Daniel Kirk-Davidoff

Research of Windfarm-Climate Interactions

Recent work (Keith et al., 2004) on the climate impact of very large scale wind farms has demonstrated appreciable effects on surface temperature, including warming and cooling on the order of a degree Celsius. Keith et al. (2004) simulated the impact of wind farms by increasing the roughness length (z0) in the boundary layer schemes of GFDL and NCAR CAM 2.0 general circulation models over large rectangular groups of grid points over North America, Europe and Asia. Models were run in fixed-SST mode. The increase in roughness led to circulation changes which in turn led to temperature changes. These temperature changes were not related in an obvious way to the imposed roughness length changes: for instance, temperature changes were not significantly larger over the simulated wind farms than over other regions. The figure below shows the temperature change at 2 m above the surface due to the increased roughness. The regions of increased surface roughness are outlined in black. Significance is indicated by stippling.

These results show a zonal pattern suggestive of a reduction in meridional heat transport. We speculated that a reduction in baroclinic growth rates due to enhanced surface friction might have reduced eddy heat transports and thus cooled regions poleward of the windfarms, and warmed regions equatorward of them. However, analysis of the model runs did not show any consistent response in eddy heat transport. Instead, we found that the patterns of warming and heating seemed most related to changes in wind direction, resulting in advective heating and cooling, and in changes in cloud fraction that influenced solar heating patterns. Our analysis was complicated by the boundary conditions of this model run, in which land surface temperatures were free to change, but sea surface temperatures were help fixed.

In order to clarify the physical mechanisms of wind-farm effects seen by Keith et al. (2004), we have run several experiments in a simplified setting. The NCAR Community Atmosphere Model version 3.0 was run in "Aquaplanet" mode, where all surface regions are set to be ocean with fixed sea surface temperature. In addition, instead of using the Charnock relationship to specify the surface roughness as a function of surface wind speed, the surface roughness was set to a fixed, uniform value of z0 = 0.009 mm. To simulate the wind-farm impact on climate, a circular region of enhanced surface roughness (z0 = 6.3 mm) was added. Several experiments, varying the location, size, and roughness of this region were performed. An example is shown below. The circle shows the region of enhanced roughness, and the stipling indicates significant results.

These experiments show a significant remote influence of large scale roughness changes on synoptic scale winds. My graduate student Dan Barrie and I are now exploring the influence of time-varying surface roughness on downstream storm tracks.

References

Keith, D.W., J.F. DeCarolis, D.C. Denkenberger, D.H. Lenschow, S.L. Malyshev, S. Pacala and P.J. Rasch (2004). The influence of large-scale wind-power on global climate. Proceedings of the National Academy of Sciences, 101, 16115-16120.

Kirk-Davidoff, D.B., and D.W. Keith, 2008: On the climate impact of surface roughness anomalies. J. Atmos. Sci, 65:2215-2234. DOI: 10.1175/2007JAS2509.1. Abstract

Barrie, D., D.B. Kirk-Davidof, 2009: Weather response to management of a large wind turbine array. Atmos. Chem. Phys. Disc., 9, 2917-2931. Available online.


_WHAT THE TASK ASKS_. If a line in the entries below holds the string "Tillage", copy it.

Dataset entries on figures:
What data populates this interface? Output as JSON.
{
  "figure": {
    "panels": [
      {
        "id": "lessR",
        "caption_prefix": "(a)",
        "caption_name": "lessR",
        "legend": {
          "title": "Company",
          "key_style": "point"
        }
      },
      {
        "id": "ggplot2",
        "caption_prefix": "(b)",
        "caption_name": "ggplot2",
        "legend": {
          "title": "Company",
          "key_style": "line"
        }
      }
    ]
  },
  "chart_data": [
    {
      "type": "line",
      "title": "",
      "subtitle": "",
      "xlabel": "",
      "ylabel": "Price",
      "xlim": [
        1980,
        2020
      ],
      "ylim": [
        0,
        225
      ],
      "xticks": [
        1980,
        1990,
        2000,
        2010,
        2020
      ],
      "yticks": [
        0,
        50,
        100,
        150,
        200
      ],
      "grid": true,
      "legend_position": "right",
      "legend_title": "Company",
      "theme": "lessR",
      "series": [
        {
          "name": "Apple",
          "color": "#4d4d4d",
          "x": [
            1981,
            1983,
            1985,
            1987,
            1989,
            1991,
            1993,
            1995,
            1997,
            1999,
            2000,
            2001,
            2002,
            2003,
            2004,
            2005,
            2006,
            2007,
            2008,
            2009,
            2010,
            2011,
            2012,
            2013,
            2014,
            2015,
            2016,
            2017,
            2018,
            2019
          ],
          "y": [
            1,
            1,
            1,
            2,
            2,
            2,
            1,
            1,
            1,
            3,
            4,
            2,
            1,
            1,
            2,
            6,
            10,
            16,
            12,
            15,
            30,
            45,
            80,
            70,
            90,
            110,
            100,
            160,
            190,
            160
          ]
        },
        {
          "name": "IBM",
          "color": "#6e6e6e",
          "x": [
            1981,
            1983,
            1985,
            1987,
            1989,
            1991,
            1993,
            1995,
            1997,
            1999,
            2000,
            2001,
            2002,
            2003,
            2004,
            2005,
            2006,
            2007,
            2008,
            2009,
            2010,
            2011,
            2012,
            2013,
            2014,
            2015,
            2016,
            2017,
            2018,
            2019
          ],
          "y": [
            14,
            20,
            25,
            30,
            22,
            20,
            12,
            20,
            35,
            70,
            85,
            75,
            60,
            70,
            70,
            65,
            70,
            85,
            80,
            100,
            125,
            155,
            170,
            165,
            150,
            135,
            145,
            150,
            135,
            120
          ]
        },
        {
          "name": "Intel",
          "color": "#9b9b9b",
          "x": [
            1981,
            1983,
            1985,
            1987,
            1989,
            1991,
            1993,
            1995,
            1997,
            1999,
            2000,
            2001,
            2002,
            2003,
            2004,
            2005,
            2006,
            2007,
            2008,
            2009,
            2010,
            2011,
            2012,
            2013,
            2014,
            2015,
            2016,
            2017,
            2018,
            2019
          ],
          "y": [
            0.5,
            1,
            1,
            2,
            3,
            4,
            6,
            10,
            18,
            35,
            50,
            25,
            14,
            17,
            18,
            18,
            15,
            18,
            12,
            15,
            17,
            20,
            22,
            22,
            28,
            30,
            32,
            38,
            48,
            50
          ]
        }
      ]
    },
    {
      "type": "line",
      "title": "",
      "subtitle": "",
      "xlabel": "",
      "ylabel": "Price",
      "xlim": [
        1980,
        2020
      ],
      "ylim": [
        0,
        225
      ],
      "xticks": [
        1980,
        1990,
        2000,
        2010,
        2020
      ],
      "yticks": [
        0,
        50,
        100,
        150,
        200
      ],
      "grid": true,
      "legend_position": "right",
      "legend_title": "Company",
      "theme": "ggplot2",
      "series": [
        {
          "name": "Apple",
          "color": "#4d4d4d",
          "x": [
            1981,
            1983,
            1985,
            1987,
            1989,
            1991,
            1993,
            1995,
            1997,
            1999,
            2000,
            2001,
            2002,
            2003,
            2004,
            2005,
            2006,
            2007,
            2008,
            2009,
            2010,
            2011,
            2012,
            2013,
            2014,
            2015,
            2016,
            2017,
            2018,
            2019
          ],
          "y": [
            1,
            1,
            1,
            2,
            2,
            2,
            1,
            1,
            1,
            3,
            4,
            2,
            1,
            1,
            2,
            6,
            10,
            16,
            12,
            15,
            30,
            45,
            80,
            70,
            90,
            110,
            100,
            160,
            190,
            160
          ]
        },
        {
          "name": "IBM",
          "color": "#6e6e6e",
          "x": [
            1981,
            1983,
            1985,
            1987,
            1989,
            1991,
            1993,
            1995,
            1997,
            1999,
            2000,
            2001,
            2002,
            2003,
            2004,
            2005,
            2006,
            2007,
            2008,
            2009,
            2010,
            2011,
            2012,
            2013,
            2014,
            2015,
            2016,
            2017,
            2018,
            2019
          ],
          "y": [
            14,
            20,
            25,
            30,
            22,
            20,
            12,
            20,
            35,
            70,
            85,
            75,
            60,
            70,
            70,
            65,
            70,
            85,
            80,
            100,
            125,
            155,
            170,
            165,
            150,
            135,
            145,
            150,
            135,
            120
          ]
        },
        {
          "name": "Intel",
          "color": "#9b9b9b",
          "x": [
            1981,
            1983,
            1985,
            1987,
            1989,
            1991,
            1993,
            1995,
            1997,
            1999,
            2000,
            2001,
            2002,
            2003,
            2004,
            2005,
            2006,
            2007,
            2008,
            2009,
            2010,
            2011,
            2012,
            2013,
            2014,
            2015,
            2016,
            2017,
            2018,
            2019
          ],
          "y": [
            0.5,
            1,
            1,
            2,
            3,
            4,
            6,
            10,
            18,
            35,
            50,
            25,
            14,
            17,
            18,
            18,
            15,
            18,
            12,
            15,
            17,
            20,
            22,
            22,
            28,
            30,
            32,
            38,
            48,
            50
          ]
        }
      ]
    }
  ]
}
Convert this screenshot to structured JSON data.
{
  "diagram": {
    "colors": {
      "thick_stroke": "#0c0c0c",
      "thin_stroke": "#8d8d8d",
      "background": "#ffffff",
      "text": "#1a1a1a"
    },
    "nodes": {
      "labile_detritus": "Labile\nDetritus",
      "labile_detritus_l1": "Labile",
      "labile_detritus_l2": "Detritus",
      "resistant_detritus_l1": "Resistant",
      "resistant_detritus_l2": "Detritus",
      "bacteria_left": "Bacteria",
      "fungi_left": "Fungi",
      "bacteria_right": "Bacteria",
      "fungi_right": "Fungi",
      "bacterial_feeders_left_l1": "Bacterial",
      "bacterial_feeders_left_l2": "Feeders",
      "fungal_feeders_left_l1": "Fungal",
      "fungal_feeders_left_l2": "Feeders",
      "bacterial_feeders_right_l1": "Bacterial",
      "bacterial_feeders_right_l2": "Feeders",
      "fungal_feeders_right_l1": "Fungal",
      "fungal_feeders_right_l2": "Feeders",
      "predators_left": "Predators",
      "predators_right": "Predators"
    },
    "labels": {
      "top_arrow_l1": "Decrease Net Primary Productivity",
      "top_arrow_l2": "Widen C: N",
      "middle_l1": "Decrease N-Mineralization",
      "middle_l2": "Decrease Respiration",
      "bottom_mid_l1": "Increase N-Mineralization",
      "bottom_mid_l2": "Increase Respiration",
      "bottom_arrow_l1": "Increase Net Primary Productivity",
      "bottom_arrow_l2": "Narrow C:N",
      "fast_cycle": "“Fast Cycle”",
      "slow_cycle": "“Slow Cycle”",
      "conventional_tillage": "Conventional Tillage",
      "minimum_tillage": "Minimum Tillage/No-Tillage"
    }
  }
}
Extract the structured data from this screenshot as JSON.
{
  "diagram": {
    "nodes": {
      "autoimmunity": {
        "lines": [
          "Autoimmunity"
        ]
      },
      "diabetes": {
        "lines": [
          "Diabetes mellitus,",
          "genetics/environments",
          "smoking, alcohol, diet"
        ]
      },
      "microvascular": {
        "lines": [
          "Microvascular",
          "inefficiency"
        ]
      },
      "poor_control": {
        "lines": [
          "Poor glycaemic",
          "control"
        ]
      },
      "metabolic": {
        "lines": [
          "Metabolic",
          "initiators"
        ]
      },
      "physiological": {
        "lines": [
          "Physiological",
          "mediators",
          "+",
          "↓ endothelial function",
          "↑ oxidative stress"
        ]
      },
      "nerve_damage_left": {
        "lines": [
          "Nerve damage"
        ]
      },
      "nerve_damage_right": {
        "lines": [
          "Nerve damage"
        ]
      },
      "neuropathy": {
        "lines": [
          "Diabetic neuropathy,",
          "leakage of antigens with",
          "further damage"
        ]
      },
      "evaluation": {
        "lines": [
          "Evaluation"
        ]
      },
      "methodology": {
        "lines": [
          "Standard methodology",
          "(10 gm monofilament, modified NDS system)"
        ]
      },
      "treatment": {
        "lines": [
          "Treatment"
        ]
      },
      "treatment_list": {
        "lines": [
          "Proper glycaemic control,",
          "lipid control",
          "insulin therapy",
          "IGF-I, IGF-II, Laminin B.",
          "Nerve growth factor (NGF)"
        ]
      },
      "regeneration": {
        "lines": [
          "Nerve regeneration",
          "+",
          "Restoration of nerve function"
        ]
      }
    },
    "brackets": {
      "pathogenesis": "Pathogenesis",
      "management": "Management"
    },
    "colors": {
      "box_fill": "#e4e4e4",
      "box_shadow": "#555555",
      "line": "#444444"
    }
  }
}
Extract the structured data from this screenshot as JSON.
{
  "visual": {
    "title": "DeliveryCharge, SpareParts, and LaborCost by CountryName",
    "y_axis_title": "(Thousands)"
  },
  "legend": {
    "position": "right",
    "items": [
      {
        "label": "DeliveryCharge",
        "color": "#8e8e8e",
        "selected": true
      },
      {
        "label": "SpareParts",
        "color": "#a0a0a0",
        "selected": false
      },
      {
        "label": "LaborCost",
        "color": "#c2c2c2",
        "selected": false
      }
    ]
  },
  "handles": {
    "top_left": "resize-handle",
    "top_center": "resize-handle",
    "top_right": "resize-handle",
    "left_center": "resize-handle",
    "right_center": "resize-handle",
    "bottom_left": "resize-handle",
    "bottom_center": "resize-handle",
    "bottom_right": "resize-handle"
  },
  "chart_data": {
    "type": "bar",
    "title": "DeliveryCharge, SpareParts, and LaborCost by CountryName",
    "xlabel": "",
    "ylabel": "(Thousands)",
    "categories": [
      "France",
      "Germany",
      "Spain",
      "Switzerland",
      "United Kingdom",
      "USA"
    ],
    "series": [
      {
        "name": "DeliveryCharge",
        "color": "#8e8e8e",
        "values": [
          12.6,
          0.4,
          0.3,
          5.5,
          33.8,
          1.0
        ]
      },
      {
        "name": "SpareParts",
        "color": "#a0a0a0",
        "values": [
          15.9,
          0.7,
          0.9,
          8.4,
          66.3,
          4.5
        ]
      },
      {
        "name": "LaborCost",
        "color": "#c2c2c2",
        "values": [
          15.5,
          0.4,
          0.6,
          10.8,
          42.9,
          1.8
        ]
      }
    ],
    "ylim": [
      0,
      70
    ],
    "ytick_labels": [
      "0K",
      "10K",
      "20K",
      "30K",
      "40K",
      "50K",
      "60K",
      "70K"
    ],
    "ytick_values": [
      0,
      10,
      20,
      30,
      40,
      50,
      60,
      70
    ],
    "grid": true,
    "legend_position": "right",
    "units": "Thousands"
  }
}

_RESPONSE BOX_.
      "conventional_tillage": "Conventional Tillage",
      "minimum_tillage": "Minimum Tillage/No-Tillage"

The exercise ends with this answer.